DBAP/ DURHAM—Standing right under the snorting Bull just beyond the DBAP’s Blue Monster, a.k.a. the left-field wall, grand poobah Jim Goodmon surveyed the crowd gathered at yesterday’s press conference and led off with, “This is another really great thing that’s coming to downtown Durham.”

The thing in question is a three-year agreement between the Durham Bulls and the Duke University baseball team. Beginning in February of 2010, a new partnership will see the Blue Devils play several series at the Durham Bulls Athletic Park each season for the next three years. The 2010 schedule, which will be released next week, includes games against UNC, Clemson, Miami, Florida State and Virginia, plus a couple of non-conference games TBA. Duke baseball coach Sean McNally and catcher Ryan McCurdy, who both attended yesterday, expressed unalloyed excitement and said all the right things, and why wouldn’t they? The DBAP is a beautifully maintained, gleaming ballpark that holds well over 10,000 fans (the Blue Devils hope to draw at least 2,000 per game); and although there’s nothing wrong with Duke’s own park, this is an upgrade of major proportions. For the next three seasons—more if things go well—there will be ACC baseball at the DBAP to keep up with.

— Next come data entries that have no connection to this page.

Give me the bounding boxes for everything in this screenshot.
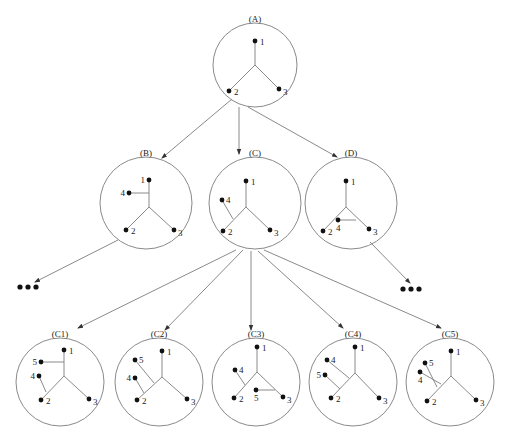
leaf-label: 3 xyxy=(383,396,388,406)
leaf-label: 5 xyxy=(317,370,322,380)
leaf-label: 5 xyxy=(33,357,38,367)
leaf-label: 4 xyxy=(121,188,126,198)
leaf-label: 5 xyxy=(254,393,259,403)
leaf-label: 5 xyxy=(139,355,144,365)
leaf-label: 1 xyxy=(260,37,265,47)
leaf-dot xyxy=(227,89,232,94)
leaf-dot xyxy=(87,397,92,402)
tree-branch xyxy=(223,207,246,231)
leaf-label: 4 xyxy=(31,371,36,381)
tree-branch xyxy=(355,373,379,398)
tree-branch xyxy=(451,376,476,400)
leaf-dot xyxy=(135,398,140,403)
leaf-dot xyxy=(323,373,328,378)
more-children-left-ellipsis xyxy=(17,284,38,289)
leaf-label: 1 xyxy=(69,346,74,356)
leaf-label: 1 xyxy=(456,347,461,357)
node-label: (C5) xyxy=(442,329,459,339)
leaf-label: 3 xyxy=(178,228,183,238)
leaf-dot xyxy=(268,228,273,233)
leaf-label: 1 xyxy=(141,175,146,185)
ellipsis-dot xyxy=(400,286,405,291)
node-label: (C2) xyxy=(151,329,168,339)
edge-A-to-D xyxy=(248,107,337,157)
leaf-dot xyxy=(244,179,249,184)
leaf-label: 4 xyxy=(336,223,341,233)
leaf-label: 2 xyxy=(336,394,341,404)
edge-C-to-C2 xyxy=(165,250,243,330)
node-C3: (C3)12345 xyxy=(212,329,300,426)
more-children-right-ellipsis xyxy=(400,286,421,291)
edges-layer xyxy=(35,99,441,330)
leaf-dot xyxy=(37,374,42,379)
leaf-dot xyxy=(172,228,177,233)
leaf-dot xyxy=(124,228,129,233)
leaf-label: 1 xyxy=(167,347,172,357)
leaf-dot xyxy=(253,39,258,44)
edge-C-to-C5 xyxy=(264,250,441,328)
leaf-dot xyxy=(321,229,326,234)
leaf-dot xyxy=(425,399,430,404)
tree-branch xyxy=(255,65,279,89)
tree-branch xyxy=(346,207,369,229)
node-circle xyxy=(212,338,300,426)
leaf-dot xyxy=(39,398,44,403)
leaf-label: 2 xyxy=(142,396,147,406)
edge-B-to-more-left xyxy=(35,240,118,282)
leaf-label: 1 xyxy=(251,177,256,187)
leaf-dot xyxy=(221,229,226,234)
leaf-dot xyxy=(344,179,349,184)
leaf-dot xyxy=(133,376,138,381)
node-circle xyxy=(305,157,397,249)
leaf-dot xyxy=(336,218,341,223)
leaf-label: 2 xyxy=(239,394,244,404)
leaf-dot xyxy=(325,358,330,363)
node-C2: (C2)12345 xyxy=(115,329,203,426)
node-label: (A) xyxy=(249,14,262,24)
leaf-dot xyxy=(39,360,44,365)
leaf-dot xyxy=(449,349,454,354)
tree-branch-leaf-4 xyxy=(39,376,46,392)
leaf-dot xyxy=(232,396,237,401)
edge-C-to-C4 xyxy=(258,251,343,328)
node-label: (C3) xyxy=(248,329,265,339)
leaf-label: 1 xyxy=(360,343,365,353)
node-C5: (C5)12345 xyxy=(406,329,494,426)
tree-branch xyxy=(162,377,187,399)
leaf-dot xyxy=(254,388,259,393)
leaf-label: 2 xyxy=(228,227,233,237)
leaf-dot xyxy=(367,227,372,232)
node-circle xyxy=(209,157,301,249)
leaf-label: 4 xyxy=(331,355,336,365)
tree-branch xyxy=(64,376,89,399)
leaf-label: 2 xyxy=(131,226,136,236)
leaf-label: 4 xyxy=(418,375,423,385)
node-label: (C4) xyxy=(345,329,362,339)
node-C: (C)1234 xyxy=(209,148,301,249)
leaf-label: 1 xyxy=(262,343,267,353)
ellipsis-dot xyxy=(17,284,22,289)
leaf-label: 3 xyxy=(480,398,485,408)
tree-branch xyxy=(229,65,255,91)
node-circle xyxy=(16,338,104,426)
leaf-dot xyxy=(329,396,334,401)
tree-branch-leaf-5 xyxy=(135,360,154,383)
leaf-dot xyxy=(377,396,382,401)
leaf-dot xyxy=(62,348,67,353)
tree-branch xyxy=(246,207,270,230)
leaf-dot xyxy=(281,395,286,400)
tree-branch xyxy=(427,376,451,401)
tree-branch xyxy=(257,372,283,397)
node-C4: (C4)12345 xyxy=(309,329,397,426)
tree-branch xyxy=(323,207,346,231)
tree-branch xyxy=(331,373,355,398)
leaf-dot xyxy=(255,345,260,350)
edge-A-to-B xyxy=(162,99,232,158)
leaf-label: 3 xyxy=(93,397,98,407)
tree-branch xyxy=(149,207,174,230)
leaf-label: 2 xyxy=(432,397,437,407)
nodes-layer: (A)123(B)1234(C)1234(D)1234(C1)12345(C2)… xyxy=(16,14,494,426)
leaf-label: 3 xyxy=(287,395,292,405)
leaf-dot xyxy=(133,358,138,363)
ellipsis-dot xyxy=(33,284,38,289)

But make no mistake: although baseball is the motor driving this partnership, the ship in question is downtown Durham itself, which is currently experiencing an astonishing renaissance that just got an extra push. Jim Goodmon was quick to point out that 3,500 people work in the American Tobacco complex’s 900,000 square feet, and they’ll now have an additional entertainment option from February-May, right across the street. “We’re rolling,” Goodmon boasted—he wasn’t talking about the cameras, kids—and then quipped that “Carolina asked first, and I said absolutely not.”

That drew laughs from all, especially Duke University President Richard Brodhead—and it reveals much about the import of the Duke/DBAP marriage that Brodhead and Goodmon both attended the nuptials (Durham Mayor Bill Bell was scheduled to appear, but didn’t). Brodhead, ever the academic, told us that there is in fact a long history shared by the Durham pro and college ballclubs. Way back in 1902, he said, a new squad called the Durham Tobacconists played their very first ballgame against the nine from Trinity College (the ur-Duke) at Duke’s Haynes Field. They split a doubleheader—or, given that they were called the Tobacconists back then, should that be “spit”? In any case, Brodhead said that the Bulls’ invitation was a long overdue reciprocation. “This is a very, very happy day for Duke.”

The idea came from Duke’s Director of Athletics, Kevin White, who hatched the plan while watching a Durham Bulls game back in 2008. He pitched it to Goodmon, but Goodmon thought at the time that it would be too difficult to pull off, especially for groundskeeper Scott Strickland. Goodmon declined, but Duke was persistent, and Strickland and his crew are already well into prepping the field, which gleamed greenly yesterday, for Devils’ feet.

Financially, the partnership is a strict box office split for Duke and the Durham Bulls, said Bulls General Manager Mike Birling. He added that the Bulls had been looking to expand their onfield events for some time now. Although the ACC Tournament, USA Baseball and a handful of musical and other events take place at the DBAP, more is needed—especially with downtown Durham’s boom. “It can’t just be about [the Bulls’] 72 games,” Birling said. So here are 17 more.

More baseball at the DBAP? Baseball in February? More stuff to do in downtown Durham? That’s enough to forgive even the tooth-curdling ping of aluminum bats. Look for Triangle Offense coverage all season long. We’ll certainly be the first to find out whether Duke hires Bulls’ left fielder Jon Weber to teach the Duke outfielders how to play caroms off the Blue Monster.

By the by, Duke isn’t the only local school to play its games in a townie park. The North Carolina Central Eagles can be found at the old Durham Athletic Park in 2010.